Binary Files in Git

Illustrated drawing of Amadeus Maxmimilian StadlerIllustrated drawing of Amadeus Maxmimilian Stadler

Amadeus Stadler

Last updated December 29, 2021

Whenever you or one of your team members uploads a binary file (such as an image, PDF, or video) to the Media Library, it is added as to the Git repository of your project, since Mattrbld is Git-based. Adding binary files (i.e. files that do not consist of individual lines of text) directly to a version control system such as Git has long been considered a bad practice.

This is because Git stores every change that is done to each of the files it manages, so every change can easily be reverted, but as opposed to simple text files, where Git is able to determine and store only the lines that changed, this is not possible for binary files. Instead, every time a binary file is changed, both the entire original file as well as the new file are stored, quickly bloating a repository.

In this article, we’ll take a look at why this shouldn’t be an issue for most Mattrbld projects if you follow a set of best practices.

A Simple Example

Let’s say you upload an image of yourself to use on the “About Me” page of your blog to Mattrbld. This image has a size of 100KB, meaning the size of your repository has now grown by those 100KB.

A week later you decide you want to remove a nasty spot on your shirt that you hadn’t caught earlier, so you change the file and use the Replace function in the Media Library to swap out the images. The new image is also 100KB, but suddenly your repository is another 100KB larger!

This is because, as mentioned before, Git doesn’t know that you only changed part of the image and instead of saving just those changes, saved the entire new image, while also keeping the old one so you could revert those changes at any point in the future.

Worse than that, even deleting the picture will keep both versions in the repository, just in case you might want to restore one of them at a later point in time.

This example is highly simplified. Git does try to compress some revisions if possible and also removes binary files if they are no longer referenced by any commits, but those technical details are beyond the scope of this article.

Multiply these changes over many different types of binary files and suddenly you and your team members might be running out of storage, or face exceedingly long cloning times without even knowing why, since the files might be invisible to users.

Ordinary Solutions

The usual go-to to avoid these problems is to use a tool called git-lfs, which implements a pointer-based system for dealing with large files and changes to them. Unfortunately, Mattrbld currently does not support this tool, as outlined in the article on Limitations.

In the future, Git may also add support for sparse checkouts, which would help to only pull those files from the repository that are necessary, reducing bandwidth usage and the time necessary for cloning operations.

Binary Files in Mattrbld

Until these options become available to Mattrbld, however, there is no other way to handle binary files than to add them straight to the repository. For most use-cases this should be perfectly fine, since Mattrbld isn’t meant to be used for large, media-heavy projects in the first place and images and other binary content usually doesn’t change much by the time it gets approved for use in a CMS.

Following the best practices below will also improve your experience.

Best Practices

  1. Keep file sizes reasonable. There is no need to upload a 2000px image, when it will never be displayed at 2000px in size. Image fields have a maximum size option that can be used to ensure that users don’t accidentally upload un-cropped and un-optimised images.

  2. Make sure that files are as final as possible before syncing them. As long as a binary file isn’t synced, it is not part of the version control system—so use the live preview if you need to iterate before syncing the final version.

  3. Remove unused binary files before syncing them.

  4. Use SVG files whenever possible, since SVG is not a binary file format.

  5. Consider hosting large videos, archives and PDF documents on an external hosting provider and simply reference them via an external link field.

  6. Restrict which user roles are allowed to upload media files using Permissions to avoid accidents.

Closing Thoughts

Storing binary files in Git isn’t inherently bad. Modern Git is capable of handling binary files, although it cannot (yet) do so as efficiently as it can with text files. As long as you are aware of what’s happening in the background, you should be fine for those types of projects Mattrbld is intended for.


TASK PROMPT —
Go through the records below and copy out every line holding "Tuna".

WORKING DATA —
===
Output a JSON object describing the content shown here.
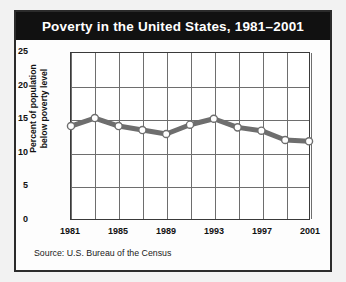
{
  "card": {
    "title": "Poverty in the United States, 1981–2001",
    "source": "Source: U.S. Bureau of the Census"
  },
  "chart_data": {
    "type": "line",
    "title": "Poverty in the United States, 1981–2001",
    "xlabel": "",
    "ylabel": "Percent of population below poverty level",
    "ylabel_lines": [
      "Percent of population",
      "below poverty level"
    ],
    "x": [
      1981,
      1983,
      1985,
      1987,
      1989,
      1991,
      1993,
      1995,
      1997,
      1999,
      2001
    ],
    "values": [
      14.0,
      15.2,
      14.0,
      13.4,
      12.8,
      14.2,
      15.1,
      13.8,
      13.3,
      11.9,
      11.7
    ],
    "xlim": [
      1981,
      2001
    ],
    "ylim": [
      0,
      25
    ],
    "yticks": [
      0,
      5,
      10,
      15,
      20,
      25
    ],
    "ytick_labels": [
      "0",
      "5",
      "10",
      "15",
      "20",
      "25"
    ],
    "xticks": [
      1981,
      1985,
      1989,
      1993,
      1997,
      2001
    ],
    "xtick_labels": [
      "1981",
      "1985",
      "1989",
      "1993",
      "1997",
      "2001"
    ],
    "grid": true,
    "legend": "none",
    "series_color": "#6e6e6e",
    "marker_fill": "#ffffff",
    "marker_edge": "#6e6e6e",
    "title_bar_color": "#111111",
    "title_text_color": "#ffffff"
  }
}
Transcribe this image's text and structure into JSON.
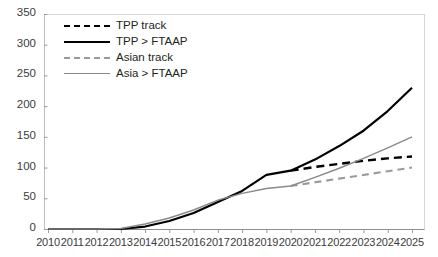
{
  "figure": {
    "clipped_title": "",
    "background_color": "#ffffff"
  },
  "legend": {
    "position": "top-left-inside",
    "items": [
      {
        "label": "TPP track",
        "style": "dashed",
        "color": "#000000",
        "key": "k-dash-black"
      },
      {
        "label": "TPP > FTAAP",
        "style": "solid",
        "color": "#000000",
        "key": "k-solid-black"
      },
      {
        "label": "Asian track",
        "style": "dashed",
        "color": "#9a9a9a",
        "key": "k-dash-gray"
      },
      {
        "label": "Asia > FTAAP",
        "style": "solid",
        "color": "#8a8a8a",
        "key": "k-solid-gray"
      }
    ]
  },
  "axes": {
    "y_ticks": [
      "350",
      "300",
      "250",
      "200",
      "150",
      "100",
      "50",
      "0"
    ],
    "x_ticks": [
      "2010",
      "2011",
      "2012",
      "2013",
      "2014",
      "2015",
      "2016",
      "2017",
      "2018",
      "2019",
      "2020",
      "2021",
      "2022",
      "2023",
      "2024",
      "2025"
    ]
  },
  "chart_data": {
    "type": "line",
    "title": "",
    "xlabel": "",
    "ylabel": "",
    "xlim": [
      2010,
      2025
    ],
    "ylim": [
      0,
      350
    ],
    "y_tick_step": 50,
    "grid": false,
    "legend_position": "top-left-inside",
    "x": [
      2010,
      2011,
      2012,
      2013,
      2014,
      2015,
      2016,
      2017,
      2018,
      2019,
      2020,
      2021,
      2022,
      2023,
      2024,
      2025
    ],
    "series": [
      {
        "name": "TPP track",
        "style": "dashed",
        "color": "#000000",
        "values": [
          null,
          null,
          null,
          null,
          null,
          null,
          null,
          null,
          null,
          null,
          95,
          101,
          106,
          111,
          115,
          118
        ]
      },
      {
        "name": "TPP > FTAAP",
        "style": "solid",
        "color": "#000000",
        "values": [
          0,
          0,
          0,
          0,
          4,
          13,
          26,
          44,
          62,
          88,
          95,
          113,
          135,
          160,
          192,
          230
        ]
      },
      {
        "name": "Asian track",
        "style": "dashed",
        "color": "#9a9a9a",
        "values": [
          null,
          null,
          null,
          null,
          null,
          null,
          null,
          null,
          null,
          null,
          70,
          76,
          82,
          88,
          94,
          100
        ]
      },
      {
        "name": "Asia > FTAAP",
        "style": "solid",
        "color": "#8a8a8a",
        "values": [
          0,
          0,
          0,
          1,
          8,
          18,
          31,
          47,
          58,
          66,
          70,
          84,
          99,
          115,
          132,
          150
        ]
      }
    ]
  }
}
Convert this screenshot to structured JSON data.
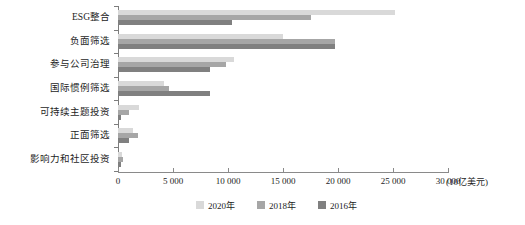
{
  "chart_data": {
    "type": "bar",
    "orientation": "horizontal",
    "title": "",
    "subtitle": "",
    "xlabel": "(10亿美元)",
    "ylabel": "",
    "xlim": [
      0,
      30000
    ],
    "xticks": [
      0,
      5000,
      10000,
      15000,
      20000,
      25000,
      30000
    ],
    "xtick_labels": [
      "0",
      "5 000",
      "10 000",
      "15 000",
      "20 000",
      "25 000",
      "30 000"
    ],
    "grid": false,
    "legend_position": "bottom",
    "categories": [
      "ESG整合",
      "负面筛选",
      "参与公司治理",
      "国际惯例筛选",
      "可持续主题投资",
      "正面筛选",
      "影响力和社区投资"
    ],
    "series": [
      {
        "name": "2020年",
        "color": "#d9d9d9",
        "values": [
          25195,
          15030,
          10504,
          4140,
          1948,
          1384,
          352
        ]
      },
      {
        "name": "2018年",
        "color": "#a6a6a6",
        "values": [
          17544,
          19771,
          9835,
          4679,
          1018,
          1842,
          444
        ]
      },
      {
        "name": "2016年",
        "color": "#808080",
        "values": [
          10353,
          19772,
          8385,
          8385,
          276,
          1030,
          248
        ]
      }
    ]
  },
  "legend": {
    "items": [
      {
        "label": "2020年",
        "color": "#d9d9d9"
      },
      {
        "label": "2018年",
        "color": "#a6a6a6"
      },
      {
        "label": "2016年",
        "color": "#808080"
      }
    ]
  },
  "axis": {
    "unit_label": "(10亿美元)"
  },
  "colors": {
    "axis": "#8a8a8a",
    "text": "#1d1d1d",
    "background": "#ffffff"
  }
}
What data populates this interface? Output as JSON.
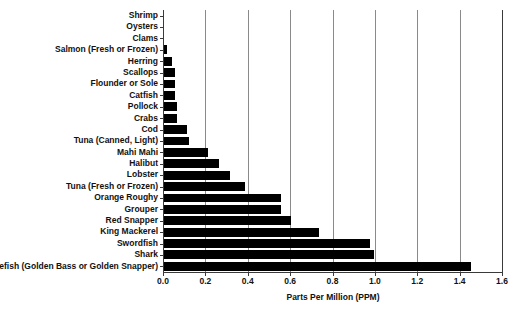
{
  "chart_data": {
    "type": "bar",
    "orientation": "horizontal",
    "title": "",
    "xlabel": "Parts Per Million (PPM)",
    "ylabel": "",
    "xlim": [
      0.0,
      1.6
    ],
    "xticks": [
      "0.0",
      "0.2",
      "0.4",
      "0.6",
      "0.8",
      "1.0",
      "1.2",
      "1.4",
      "1.6"
    ],
    "xtick_values": [
      0.0,
      0.2,
      0.4,
      0.6,
      0.8,
      1.0,
      1.2,
      1.4,
      1.6
    ],
    "grid": true,
    "grid_axis": "x",
    "legend": false,
    "bar_color": "#000000",
    "categories": [
      "Shrimp",
      "Oysters",
      "Clams",
      "Salmon (Fresh or Frozen)",
      "Herring",
      "Scallops",
      "Flounder or Sole",
      "Catfish",
      "Pollock",
      "Crabs",
      "Cod",
      "Tuna (Canned, Light)",
      "Mahi Mahi",
      "Halibut",
      "Lobster",
      "Tuna (Fresh or Frozen)",
      "Orange Roughy",
      "Grouper",
      "Red Snapper",
      "King Mackerel",
      "Swordfish",
      "Shark",
      "Tilefish (Golden Bass or Golden Snapper)"
    ],
    "values": [
      0.0,
      0.0,
      0.0,
      0.014,
      0.04,
      0.05,
      0.05,
      0.05,
      0.06,
      0.06,
      0.11,
      0.12,
      0.21,
      0.26,
      0.31,
      0.38,
      0.55,
      0.55,
      0.6,
      0.73,
      0.97,
      0.99,
      1.45
    ]
  }
}
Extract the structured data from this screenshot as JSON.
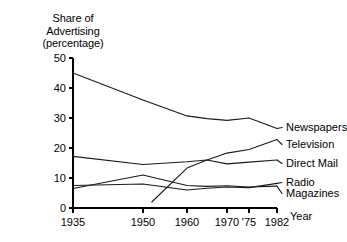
{
  "chart_data": {
    "type": "line",
    "title": "Share of Advertising (percentage)",
    "title_lines": [
      "Share of",
      "Advertising",
      "(percentage)"
    ],
    "xlabel": "Year",
    "ylabel": "Share of Advertising (percentage)",
    "xlim": [
      1935,
      1982
    ],
    "ylim": [
      0,
      50
    ],
    "grid": false,
    "legend_position": "right-inline",
    "x_ticks": [
      {
        "value": 1935,
        "label": "1935"
      },
      {
        "value": 1950,
        "label": "1950"
      },
      {
        "value": 1960,
        "label": "1960"
      },
      {
        "value": 1970,
        "label": "1970"
      },
      {
        "value": 1975,
        "label": "'75"
      },
      {
        "value": 1982,
        "label": "1982"
      }
    ],
    "y_ticks": [
      {
        "value": 0,
        "label": "0"
      },
      {
        "value": 10,
        "label": "10"
      },
      {
        "value": 20,
        "label": "20"
      },
      {
        "value": 30,
        "label": "30"
      },
      {
        "value": 40,
        "label": "40"
      },
      {
        "value": 50,
        "label": "50"
      }
    ],
    "series": [
      {
        "name": "Newspapers",
        "label": "Newspapers",
        "points": [
          [
            1935,
            45.0
          ],
          [
            1950,
            36.0
          ],
          [
            1960,
            30.7
          ],
          [
            1965,
            29.8
          ],
          [
            1970,
            29.2
          ],
          [
            1975,
            30.0
          ],
          [
            1982,
            26.5
          ]
        ]
      },
      {
        "name": "Television",
        "label": "Television",
        "points": [
          [
            1952,
            2.0
          ],
          [
            1960,
            13.3
          ],
          [
            1965,
            16.0
          ],
          [
            1970,
            18.3
          ],
          [
            1975,
            19.5
          ],
          [
            1982,
            22.8
          ]
        ]
      },
      {
        "name": "Direct Mail",
        "label": "Direct Mail",
        "points": [
          [
            1935,
            17.2
          ],
          [
            1950,
            14.5
          ],
          [
            1960,
            15.4
          ],
          [
            1965,
            16.0
          ],
          [
            1970,
            14.7
          ],
          [
            1975,
            15.3
          ],
          [
            1982,
            16.0
          ]
        ]
      },
      {
        "name": "Radio",
        "label": "Radio",
        "points": [
          [
            1935,
            7.5
          ],
          [
            1950,
            8.0
          ],
          [
            1960,
            6.0
          ],
          [
            1965,
            6.6
          ],
          [
            1970,
            7.0
          ],
          [
            1975,
            6.8
          ],
          [
            1982,
            8.2
          ]
        ]
      },
      {
        "name": "Magazines",
        "label": "Magazines",
        "points": [
          [
            1935,
            6.5
          ],
          [
            1950,
            11.0
          ],
          [
            1960,
            7.5
          ],
          [
            1965,
            7.2
          ],
          [
            1970,
            7.4
          ],
          [
            1975,
            7.0
          ],
          [
            1982,
            7.3
          ]
        ]
      }
    ]
  }
}
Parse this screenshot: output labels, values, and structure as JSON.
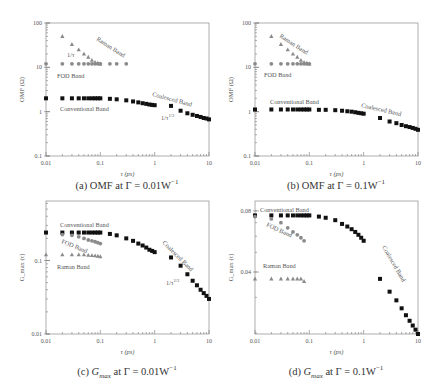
{
  "figure": {
    "panels": [
      {
        "id": "a",
        "caption_prefix": "(a)",
        "caption_quantity": "OMF",
        "caption_suffix": "at Γ = 0.01W",
        "caption_exp": "−1"
      },
      {
        "id": "b",
        "caption_prefix": "(b)",
        "caption_quantity": "OMF",
        "caption_suffix": "at Γ = 0.1W",
        "caption_exp": "−1"
      },
      {
        "id": "c",
        "caption_prefix": "(c)",
        "caption_quantity": "G",
        "caption_sub": "max",
        "caption_suffix": "at Γ = 0.01W",
        "caption_exp": "−1"
      },
      {
        "id": "d",
        "caption_prefix": "(d)",
        "caption_quantity": "G",
        "caption_sub": "max",
        "caption_suffix": "at Γ = 0.1W",
        "caption_exp": "−1"
      }
    ]
  },
  "chart_data": [
    {
      "type": "scatter",
      "title": "(a) OMF at Γ = 0.01W^-1",
      "xlabel": "τ (ps)",
      "ylabel": "OMF (Ω)",
      "xscale": "log",
      "yscale": "log",
      "xlim": [
        0.01,
        10
      ],
      "ylim": [
        0.1,
        100
      ],
      "xticks": [
        "0.01",
        "0.1",
        "1",
        "10"
      ],
      "yticks": [
        "0.1",
        "1",
        "10",
        "100"
      ],
      "frame": {
        "x0": 46,
        "x1": 209,
        "y0": 23,
        "y1": 156
      },
      "series": [
        {
          "name": "Raman Band",
          "marker": "triangle",
          "color": "#8a8a8a",
          "x": [
            0.02,
            0.03,
            0.04,
            0.05,
            0.06,
            0.07,
            0.08,
            0.09,
            0.1
          ],
          "y": [
            50,
            33,
            25,
            20,
            17,
            14.5,
            13,
            12.5,
            12
          ]
        },
        {
          "name": "FOD Band",
          "marker": "circle",
          "color": "#8a8a8a",
          "x": [
            0.01,
            0.02,
            0.03,
            0.04,
            0.05,
            0.06,
            0.07,
            0.08,
            0.09,
            0.1,
            0.15,
            0.2,
            0.3
          ],
          "y": [
            12,
            12,
            12,
            12,
            12,
            12,
            12,
            12,
            12,
            12,
            12,
            12,
            12
          ]
        },
        {
          "name": "Conventional Band",
          "marker": "square",
          "color": "#111111",
          "x": [
            0.01,
            0.02,
            0.03,
            0.04,
            0.05,
            0.06,
            0.07,
            0.08,
            0.09,
            0.1,
            0.15,
            0.2,
            0.3,
            0.4,
            0.5,
            0.6,
            0.7,
            0.8,
            0.9,
            1.0
          ],
          "y": [
            2.0,
            2.0,
            2.0,
            2.0,
            2.0,
            2.0,
            2.0,
            2.0,
            2.0,
            2.0,
            1.95,
            1.9,
            1.8,
            1.7,
            1.62,
            1.55,
            1.5,
            1.45,
            1.42,
            1.4
          ]
        },
        {
          "name": "Coalesced Band",
          "marker": "square",
          "color": "#111111",
          "x": [
            2,
            3,
            4,
            5,
            6,
            7,
            8,
            9,
            10
          ],
          "y": [
            1.35,
            1.05,
            0.92,
            0.85,
            0.8,
            0.76,
            0.72,
            0.7,
            0.67
          ]
        }
      ],
      "annotations": [
        {
          "text": "Raman Band",
          "x": 96,
          "y": 40,
          "rotate": 33,
          "color": "#555"
        },
        {
          "text": "1/τ",
          "x": 67,
          "y": 57,
          "rotate": 0,
          "color": "#555"
        },
        {
          "text": "FOD Band",
          "x": 57,
          "y": 78,
          "rotate": 0,
          "color": "#555"
        },
        {
          "text": "Conventional Band",
          "x": 60,
          "y": 111,
          "rotate": 0,
          "color": "#555"
        },
        {
          "text": "Coalesced Band",
          "x": 152,
          "y": 96,
          "rotate": 15,
          "color": "#555"
        },
        {
          "text": "1/τ^{1/3}",
          "x": 161,
          "y": 120,
          "rotate": 0,
          "color": "#555"
        }
      ]
    },
    {
      "type": "scatter",
      "title": "(b) OMF at Γ = 0.1W^-1",
      "xlabel": "τ (ps)",
      "ylabel": "OMF (Ω)",
      "xscale": "log",
      "yscale": "log",
      "xlim": [
        0.01,
        10
      ],
      "ylim": [
        0.1,
        100
      ],
      "xticks": [
        "0.01",
        "0.1",
        "1",
        "10"
      ],
      "yticks": [
        "0.1",
        "1",
        "10",
        "100"
      ],
      "frame": {
        "x0": 255,
        "x1": 418,
        "y0": 23,
        "y1": 156
      },
      "series": [
        {
          "name": "Raman Band",
          "marker": "triangle",
          "color": "#8a8a8a",
          "x": [
            0.02,
            0.03,
            0.04,
            0.05,
            0.06,
            0.07,
            0.08,
            0.09,
            0.1
          ],
          "y": [
            50,
            33,
            25,
            20,
            17,
            14.5,
            13,
            12.5,
            12
          ]
        },
        {
          "name": "FOD Band",
          "marker": "circle",
          "color": "#8a8a8a",
          "x": [
            0.01,
            0.02,
            0.03,
            0.04,
            0.05,
            0.06,
            0.07,
            0.08,
            0.09,
            0.1
          ],
          "y": [
            12,
            12,
            12,
            12,
            12,
            12,
            12,
            12,
            12,
            12
          ]
        },
        {
          "name": "Conventional Band",
          "marker": "square",
          "color": "#111111",
          "x": [
            0.01,
            0.02,
            0.03,
            0.04,
            0.05,
            0.06,
            0.07,
            0.08,
            0.09,
            0.1,
            0.15,
            0.2,
            0.3,
            0.4,
            0.5,
            0.6,
            0.7,
            0.8,
            0.9,
            1.0
          ],
          "y": [
            1.12,
            1.12,
            1.12,
            1.12,
            1.12,
            1.12,
            1.12,
            1.12,
            1.12,
            1.12,
            1.1,
            1.1,
            1.08,
            1.05,
            1.02,
            1.0,
            0.97,
            0.94,
            0.92,
            0.9
          ]
        },
        {
          "name": "Coalesced Band",
          "marker": "square",
          "color": "#111111",
          "x": [
            2,
            3,
            4,
            5,
            6,
            7,
            8,
            9,
            10
          ],
          "y": [
            0.72,
            0.6,
            0.55,
            0.5,
            0.47,
            0.45,
            0.43,
            0.41,
            0.39
          ]
        }
      ],
      "annotations": [
        {
          "text": "Raman Band",
          "x": 279,
          "y": 37,
          "rotate": 33,
          "color": "#555"
        },
        {
          "text": "FOD Band",
          "x": 264,
          "y": 77,
          "rotate": 0,
          "color": "#555"
        },
        {
          "text": "Conventional Band",
          "x": 270,
          "y": 104,
          "rotate": 0,
          "color": "#555"
        },
        {
          "text": "Coalesced Band",
          "x": 361,
          "y": 107,
          "rotate": 13,
          "color": "#555"
        }
      ]
    },
    {
      "type": "scatter",
      "title": "(c) Gmax at Γ = 0.01W^-1",
      "xlabel": "τ (ps)",
      "ylabel": "G_max (τ)",
      "xscale": "log",
      "yscale": "log",
      "xlim": [
        0.01,
        10
      ],
      "ylim": [
        0.01,
        0.645
      ],
      "xticks": [
        "0.01",
        "0.1",
        "1",
        "10"
      ],
      "yticks": [
        "0.01",
        "0.1"
      ],
      "frame": {
        "x0": 46,
        "x1": 209,
        "y0": 201,
        "y1": 334
      },
      "series": [
        {
          "name": "Conventional Band",
          "marker": "square",
          "color": "#111111",
          "x": [
            0.01,
            0.02,
            0.03,
            0.04,
            0.05,
            0.06,
            0.07,
            0.08,
            0.09,
            0.1,
            0.15,
            0.2,
            0.3,
            0.4,
            0.5,
            0.6,
            0.7,
            0.8,
            0.9,
            1.0
          ],
          "y": [
            0.24,
            0.24,
            0.24,
            0.24,
            0.24,
            0.24,
            0.24,
            0.24,
            0.24,
            0.24,
            0.23,
            0.22,
            0.2,
            0.185,
            0.17,
            0.16,
            0.15,
            0.14,
            0.135,
            0.13
          ]
        },
        {
          "name": "FOD Band",
          "marker": "circle",
          "color": "#8a8a8a",
          "x": [
            0.02,
            0.03,
            0.04,
            0.05,
            0.06,
            0.07,
            0.08,
            0.09,
            0.1
          ],
          "y": [
            0.225,
            0.22,
            0.21,
            0.2,
            0.19,
            0.185,
            0.18,
            0.175,
            0.17
          ]
        },
        {
          "name": "Raman Band",
          "marker": "triangle",
          "color": "#8a8a8a",
          "x": [
            0.01,
            0.02,
            0.03,
            0.04,
            0.05,
            0.06,
            0.07,
            0.08,
            0.09,
            0.1
          ],
          "y": [
            0.12,
            0.12,
            0.12,
            0.12,
            0.12,
            0.118,
            0.117,
            0.116,
            0.115,
            0.113
          ]
        },
        {
          "name": "Coalesced Band",
          "marker": "square",
          "color": "#111111",
          "x": [
            2,
            3,
            4,
            5,
            6,
            7,
            8,
            9,
            10
          ],
          "y": [
            0.11,
            0.085,
            0.065,
            0.053,
            0.046,
            0.04,
            0.036,
            0.033,
            0.03
          ]
        }
      ],
      "annotations": [
        {
          "text": "Conventional Band",
          "x": 60,
          "y": 227,
          "rotate": 0,
          "color": "#555"
        },
        {
          "text": "FOD Band",
          "x": 61,
          "y": 243,
          "rotate": 22,
          "color": "#555"
        },
        {
          "text": "Raman Band",
          "x": 57,
          "y": 269,
          "rotate": 0,
          "color": "#555"
        },
        {
          "text": "Coalesced Band",
          "x": 162,
          "y": 243,
          "rotate": 45,
          "color": "#555"
        },
        {
          "text": "1/τ^{2/3}",
          "x": 166,
          "y": 285,
          "rotate": 0,
          "color": "#555"
        }
      ]
    },
    {
      "type": "scatter",
      "title": "(d) Gmax at Γ = 0.1W^-1",
      "xlabel": "τ (ps)",
      "ylabel": "G_max (τ)",
      "xscale": "log",
      "yscale": "log",
      "xlim": [
        0.01,
        10
      ],
      "ylim": [
        0.0198,
        0.0895
      ],
      "xticks": [
        "0.01",
        "0.1",
        "1",
        "10"
      ],
      "yticks": [
        "0.04",
        "0.08"
      ],
      "frame": {
        "x0": 255,
        "x1": 418,
        "y0": 201,
        "y1": 334
      },
      "series": [
        {
          "name": "Conventional Band",
          "marker": "square",
          "color": "#111111",
          "x": [
            0.01,
            0.02,
            0.03,
            0.04,
            0.05,
            0.06,
            0.07,
            0.08,
            0.09,
            0.1,
            0.15,
            0.2,
            0.3,
            0.4,
            0.5,
            0.6,
            0.7,
            0.8,
            0.9,
            1.0
          ],
          "y": [
            0.076,
            0.076,
            0.076,
            0.076,
            0.076,
            0.076,
            0.076,
            0.076,
            0.076,
            0.076,
            0.075,
            0.074,
            0.072,
            0.069,
            0.067,
            0.065,
            0.063,
            0.061,
            0.059,
            0.057
          ]
        },
        {
          "name": "FOD Band",
          "marker": "circle",
          "color": "#8a8a8a",
          "x": [
            0.01,
            0.02,
            0.03,
            0.04,
            0.05,
            0.06,
            0.07,
            0.08
          ],
          "y": [
            0.075,
            0.073,
            0.07,
            0.066,
            0.063,
            0.061,
            0.059,
            0.057
          ]
        },
        {
          "name": "Raman Band",
          "marker": "triangle",
          "color": "#8a8a8a",
          "x": [
            0.01,
            0.02,
            0.03,
            0.04,
            0.05,
            0.06,
            0.07,
            0.08
          ],
          "y": [
            0.037,
            0.037,
            0.037,
            0.037,
            0.037,
            0.037,
            0.037,
            0.036
          ]
        },
        {
          "name": "Coalesced Band",
          "marker": "square",
          "color": "#111111",
          "x": [
            2,
            3,
            4,
            5,
            6,
            7,
            8,
            9,
            10
          ],
          "y": [
            0.037,
            0.032,
            0.029,
            0.0265,
            0.0245,
            0.023,
            0.0218,
            0.0208,
            0.0198
          ]
        }
      ],
      "annotations": [
        {
          "text": "Conventional Band",
          "x": 260,
          "y": 212,
          "rotate": 0,
          "color": "#555"
        },
        {
          "text": "FOD Band",
          "x": 266,
          "y": 226,
          "rotate": 25,
          "color": "#555"
        },
        {
          "text": "Raman Band",
          "x": 263,
          "y": 268,
          "rotate": 0,
          "color": "#555"
        },
        {
          "text": "Coalesced Band",
          "x": 382,
          "y": 247,
          "rotate": 60,
          "color": "#555"
        }
      ]
    }
  ]
}
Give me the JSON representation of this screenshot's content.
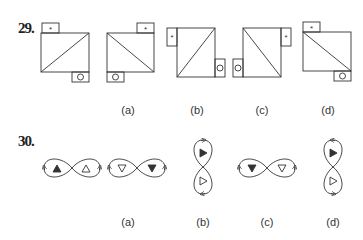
{
  "questions": [
    {
      "number": "29.",
      "question_figure": "rectangle-with-diagonal-star-tab-circle-tab",
      "options": [
        {
          "label": "(a)"
        },
        {
          "label": "(b)"
        },
        {
          "label": "(c)"
        },
        {
          "label": "(d)"
        }
      ],
      "symbols": {
        "star": "*"
      }
    },
    {
      "number": "30.",
      "question_figure": "figure-eight-with-triangles",
      "options": [
        {
          "label": "(a)"
        },
        {
          "label": "(b)"
        },
        {
          "label": "(c)"
        },
        {
          "label": "(d)"
        }
      ]
    }
  ],
  "colors": {
    "stroke": "#333333",
    "fill_dark": "#333333"
  }
}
===
REPLY —
      "Tuna (Canned, Light)",
      "Tuna (Fresh or Frozen)",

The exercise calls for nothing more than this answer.